Tuesday, March 17, 2015

Learning Letter - "To Post, or Not to Post"

To Respond, or Not to Respond

                While this class was an incredible amount of work, I am stepping away from it with a sense of accomplishment.  In all of the years that I have gone to school, and those are many, this quarter has been the most intense and daunting ever.  Even when I did the original fifteen lessons (for the “composition” unit) they took so much out of me, mentally, that I almost started crying when I found out that it was all (almost) for naught.  I guess I am a stereotypical male in that I don’t (didn’t) read the directions before beginning.  I was just so excited to get going!  I have loved education for most of my life, were it Sunday School or teaching my own kids.  Being in any education class gives me a sense of excitement. 

                The assignments I worked on this quarter broadened my horizons.  From learning how to create a blog to learning eight other works of literature in one day, I feel more prepared for what is to come.  The blog was fun, because it is something that I always wanted to learn how to do.  The book talk was fun as well as well as enlightening, because it gave me the chance to talk about something that I have great appreciation for.

                The literature mini-lesson went well, but not as well as I would have liked.  Again, I included something that I hold dear to my heart.  Comic books provided an escape for my life as a kid and young adult, and I was thrilled when I noticed similar storytelling styles in the Sherman Alexie text.  In my mind I envisioned me teaching a great lesson with the “students” ending the lesson with sloppy smiles on their faces.  They didn’t have to be singing halleluiah, but I wasn’t trying to count my chickens too early.  When I began to teach the lesson though, two things frustrated me: that the “students” weren’t accessing the information as well as I wanted them to, and that time was slipping away far too quickly!  I would love to, in the future, take some time to give this lesson the treatment it deserves—a full class time, while integrating some of the information and techniques that I observed from the other mini lessons.  The “negative” vs. “positive” space ideas were genius.  Also, this lesson does require some serious modeling!

                Now, the unit plan.  I was relieved when, in my placement classroom, I came across a binder on my mentor teacher’s desk titled, “Persuasive Writing.”  As I adapted it to my own fifteen lessons, I made an attempt to be honest; I didn’t “beg-borrow-steal” too much of it, I just used it mainly for inspiration.  Regardless, I learned a big lesson that day in the instructor’s office.  Besides to simply read the directions of any task, I learned to pick myself up from the dumps.  I had never put more into an assignment as I did that composition lesson.  His advice was sound though—don’t scrap all of it.  I made a new outline for the unit, and began again.  My family had to do without me for a few more days, but, in the end, I had a product that I am more proud of than the composition one.


                Even though this class was more work than any other one that I have taken before, it fits right into some of the other feelings I have been feeling over the weeks of this quarter.  In EDUC, someone asked if all of this was worth it, meaning all of the work.  It took me a few weeks to answer this question, and the realization wasn’t that the financial rewards would be enough.  What all of this work translates to is showing us, the perspective teachers, whether we really wanted to do this.  I can’t speak for everyone else, but I really, really do want to do this.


**Instructions for the task:** Copies of all lines containing the string "chart" are needed from the data below.

**Excerpted data:**
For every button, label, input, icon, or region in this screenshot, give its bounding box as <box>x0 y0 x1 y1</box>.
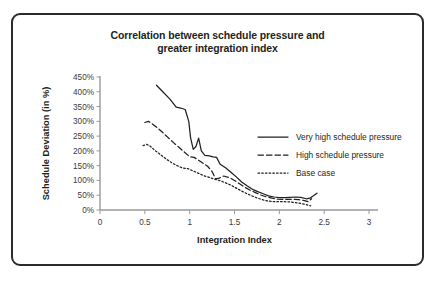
y-axis-tick-label: 250% <box>73 132 94 141</box>
y-axis-tick-label: 150% <box>73 162 94 171</box>
y-axis-tick-label: 50% <box>78 191 94 200</box>
chart-legend: Very high schedule pressureHigh schedule… <box>258 132 402 178</box>
x-axis-tick-label: 1.5 <box>229 218 241 227</box>
chart-figure-frame: Correlation between schedule pressure an… <box>11 13 424 266</box>
line-chart-svg: 0%50%100%150%200%250%300%350%400%450% 00… <box>13 15 426 268</box>
y-axis-tick-label: 350% <box>73 103 94 112</box>
legend-item-label: High schedule pressure <box>296 150 384 160</box>
x-axis-tick-label: 2 <box>277 218 282 227</box>
y-axis-tick-label: 400% <box>73 88 94 97</box>
legend-item-label: Very high schedule pressure <box>296 132 402 142</box>
y-axis-tick-label: 300% <box>73 117 94 126</box>
plot-area: 0%50%100%150%200%250%300%350%400%450% 00… <box>13 15 426 268</box>
x-axis-tick-label: 0 <box>98 218 103 227</box>
series-line-base-case <box>143 144 311 205</box>
x-axis-tick-label: 1 <box>187 218 192 227</box>
series-line-very-high-schedule-pressure <box>156 85 316 198</box>
x-axis: 00.511.522.53 <box>98 210 378 227</box>
legend-item-label: Base case <box>296 168 335 178</box>
y-axis-tick-label: 0% <box>82 206 94 215</box>
x-axis-tick-label: 3 <box>367 218 372 227</box>
x-axis-tick-label: 0.5 <box>139 218 151 227</box>
y-axis-tick-label: 100% <box>73 176 94 185</box>
x-axis-tick-label: 2.5 <box>318 218 330 227</box>
y-axis-tick-label: 450% <box>73 73 94 82</box>
x-axis-title: Integration Index <box>197 235 273 245</box>
data-series-group <box>143 85 317 206</box>
y-axis: 0%50%100%150%200%250%300%350%400%450% <box>73 73 100 215</box>
y-axis-tick-label: 200% <box>73 147 94 156</box>
y-axis-title: Schedule Deviation (in %) <box>41 87 51 201</box>
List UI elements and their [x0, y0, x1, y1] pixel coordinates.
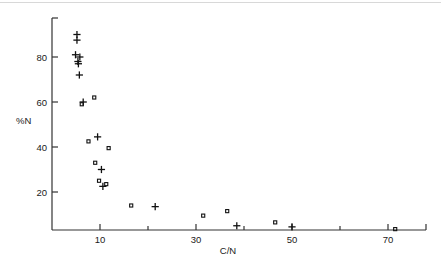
x-tick-label: 70	[383, 234, 394, 245]
data-point-square	[87, 140, 90, 143]
x-tick-label: 50	[287, 234, 298, 245]
data-point-cross	[73, 37, 80, 44]
data-point-square	[107, 147, 110, 150]
data-point-square	[94, 161, 97, 164]
data-point-square	[130, 204, 133, 207]
data-point-cross	[94, 133, 101, 140]
data-point-square	[226, 210, 229, 213]
data-point-cross	[233, 222, 240, 229]
y-tick-label: 80	[36, 52, 47, 63]
data-point-cross	[152, 203, 159, 210]
x-axis-ticks	[100, 224, 388, 230]
x-axis-tick-labels: 10305070	[95, 234, 394, 245]
data-point-cross	[99, 183, 106, 190]
data-point-square	[274, 221, 277, 224]
y-axis-ticks	[52, 57, 58, 192]
y-tick-label: 60	[36, 97, 47, 108]
data-point-cross	[76, 71, 83, 78]
data-point-cross	[288, 223, 295, 230]
scatter-plot: 10305070 20406080 C/N %N	[0, 0, 441, 266]
y-axis-title: %N	[16, 115, 31, 126]
y-tick-label: 20	[36, 187, 47, 198]
series-square-markers	[80, 96, 397, 231]
data-point-cross	[98, 166, 105, 173]
series-cross-markers	[72, 31, 296, 231]
data-point-square	[394, 228, 397, 231]
x-tick-label: 10	[95, 234, 106, 245]
y-tick-label: 40	[36, 142, 47, 153]
figure-canvas: 10305070 20406080 C/N %N	[0, 0, 441, 266]
axis-lines	[52, 18, 426, 230]
data-point-square	[93, 96, 96, 99]
data-point-square	[202, 214, 205, 217]
data-point-square	[105, 183, 108, 186]
x-axis-title: C/N	[220, 245, 237, 256]
y-axis-tick-labels: 20406080	[36, 52, 47, 198]
x-tick-label: 30	[191, 234, 202, 245]
data-point-square	[97, 179, 100, 182]
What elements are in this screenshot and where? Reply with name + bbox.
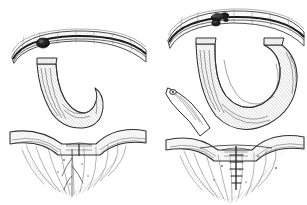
engraving-canvas bbox=[0, 0, 307, 205]
illustration-plate bbox=[0, 0, 307, 205]
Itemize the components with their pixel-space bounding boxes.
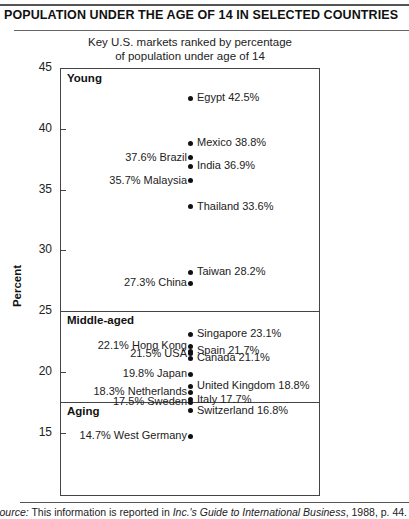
data-label: Singapore 23.1% <box>197 327 281 339</box>
data-label: Switzerland 16.8% <box>197 404 288 416</box>
y-tick-mark <box>60 250 66 251</box>
data-label: 14.7% West Germany <box>80 429 187 441</box>
group-label-middle-aged: Middle-aged <box>67 314 134 326</box>
data-label: 27.3% China <box>124 276 187 288</box>
data-point <box>188 434 193 439</box>
y-tick-label: 30 <box>22 242 52 256</box>
data-point <box>188 400 193 405</box>
y-tick-label: 15 <box>22 425 52 439</box>
data-point <box>188 372 193 377</box>
y-tick-label: 25 <box>22 303 52 317</box>
data-point <box>188 384 193 389</box>
data-point <box>188 356 193 361</box>
source-title: Inc.'s Guide to International Business <box>173 506 346 518</box>
source-prefix: Source: <box>0 506 29 518</box>
bottom-rule <box>20 502 409 503</box>
chart-title: POPULATION UNDER THE AGE OF 14 IN SELECT… <box>4 8 398 22</box>
data-point <box>188 270 193 275</box>
y-tick-label: 40 <box>22 121 52 135</box>
group-label-aging: Aging <box>67 405 100 417</box>
data-point <box>188 332 193 337</box>
chart-subtitle-line-1: Key U.S. markets ranked by percentage <box>60 36 320 48</box>
source-note: Source: This information is reported in … <box>0 506 407 518</box>
data-label: India 36.9% <box>197 159 255 171</box>
data-label: 35.7% Malaysia <box>109 174 187 186</box>
data-point <box>188 96 193 101</box>
y-axis-label: Percent <box>11 265 23 307</box>
data-label: 37.6% Brazil <box>125 151 187 163</box>
y-tick-label: 20 <box>22 364 52 378</box>
chart-subtitle-line-2: of population under age of 14 <box>60 50 320 62</box>
data-label: United Kingdom 18.8% <box>197 379 310 391</box>
data-label: Egypt 42.5% <box>197 91 259 103</box>
data-label: Taiwan 28.2% <box>197 265 266 277</box>
data-label: 21.5% USA <box>130 347 187 359</box>
y-tick-label: 35 <box>22 182 52 196</box>
data-label: Canada 21.1% <box>197 351 270 363</box>
data-label: 19.8% Japan <box>123 367 187 379</box>
data-point <box>188 344 193 349</box>
y-tick-label: 45 <box>22 60 52 74</box>
group-label-young: Young <box>67 72 102 84</box>
title-rule <box>14 30 409 31</box>
source-suffix: , 1988, p. 44. <box>346 506 407 518</box>
y-tick-mark <box>60 372 66 373</box>
data-label: 17.5% Sweden <box>113 395 187 407</box>
data-point <box>188 204 193 209</box>
y-tick-mark <box>60 129 66 130</box>
data-label: Mexico 38.8% <box>197 136 266 148</box>
data-label: Thailand 33.6% <box>197 200 273 212</box>
y-tick-mark <box>60 190 66 191</box>
data-point <box>188 390 193 395</box>
data-point <box>188 281 193 286</box>
data-point <box>188 164 193 169</box>
data-point <box>188 141 193 146</box>
source-text: This information is reported in <box>29 506 173 518</box>
group-separator <box>60 311 320 312</box>
top-rule <box>0 4 409 6</box>
y-tick-mark <box>60 433 66 434</box>
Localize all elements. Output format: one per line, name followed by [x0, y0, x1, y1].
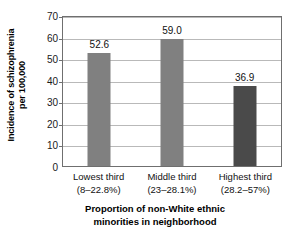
y-axis-title-line2: per 100,000	[17, 61, 27, 109]
y-axis-tick-label: 0	[52, 162, 58, 173]
category-range: (28.2–57%)	[209, 183, 282, 196]
bar[interactable]	[160, 39, 183, 166]
y-axis-tick-label: 30	[47, 97, 58, 108]
x-axis-title-line2: minorities in neighborhood	[30, 215, 280, 228]
x-axis-title: Proportion of non-White ethnic minoritie…	[30, 202, 280, 228]
category-range: (23–28.1%)	[135, 183, 208, 196]
y-axis-tick-label: 70	[47, 11, 58, 22]
x-axis-category-label: Lowest third(8–22.8%)	[62, 170, 135, 196]
category-name: Middle third	[147, 171, 196, 182]
x-axis-title-line1: Proportion of non-White ethnic	[30, 202, 280, 215]
y-axis-tick-label: 40	[47, 75, 58, 86]
y-axis-title-line1: Incidence of schizophrenia	[6, 29, 16, 142]
bar-slot: 52.6	[63, 17, 136, 166]
y-axis-title: Incidence of schizophrenia per 100,000	[0, 0, 34, 170]
bar-series: 52.659.036.9	[63, 17, 281, 166]
bar-slot: 59.0	[136, 17, 209, 166]
bar-value-label: 36.9	[235, 72, 254, 83]
bar-value-label: 52.6	[90, 39, 109, 50]
x-axis-category-labels: Lowest third(8–22.8%)Middle third(23–28.…	[62, 170, 282, 200]
y-axis-tick-label: 50	[47, 54, 58, 65]
y-axis-tick-label: 60	[47, 32, 58, 43]
bar-value-label: 59.0	[162, 25, 181, 36]
y-axis-tick-label: 20	[47, 118, 58, 129]
x-axis-category-label: Highest third(28.2–57%)	[209, 170, 282, 196]
x-axis-category-label: Middle third(23–28.1%)	[135, 170, 208, 196]
plot-area: 52.659.036.9	[62, 16, 282, 167]
bar-slot: 36.9	[208, 17, 281, 166]
category-name: Lowest third	[73, 171, 124, 182]
bar[interactable]	[88, 53, 111, 166]
chart-figure: Incidence of schizophrenia per 100,000 0…	[0, 0, 299, 232]
y-axis-tick-labels: 010203040506070	[34, 0, 60, 175]
category-name: Highest third	[219, 171, 272, 182]
bar[interactable]	[233, 86, 256, 166]
y-axis-tick-label: 10	[47, 140, 58, 151]
category-range: (8–22.8%)	[62, 183, 135, 196]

**Response to this task:**
chart-legend: Very high schedule pressureHigh schedule… <box>258 132 402 178</box>
chart-figure-frame: Correlation between schedule pressure an… <box>11 13 424 266</box>
line-chart-svg: 0%50%100%150%200%250%300%350%400%450% 00… <box>13 15 426 268</box>
chart-title: POPULATION UNDER THE AGE OF 14 IN SELECT… <box>4 8 398 22</box>
chart-subtitle-line-1: Key U.S. markets ranked by percentage <box>60 36 320 48</box>
chart-subtitle-line-2: of population under age of 14 <box>60 50 320 62</box>
chart-figure: Incidence of schizophrenia per 100,000 0…	[0, 0, 299, 232]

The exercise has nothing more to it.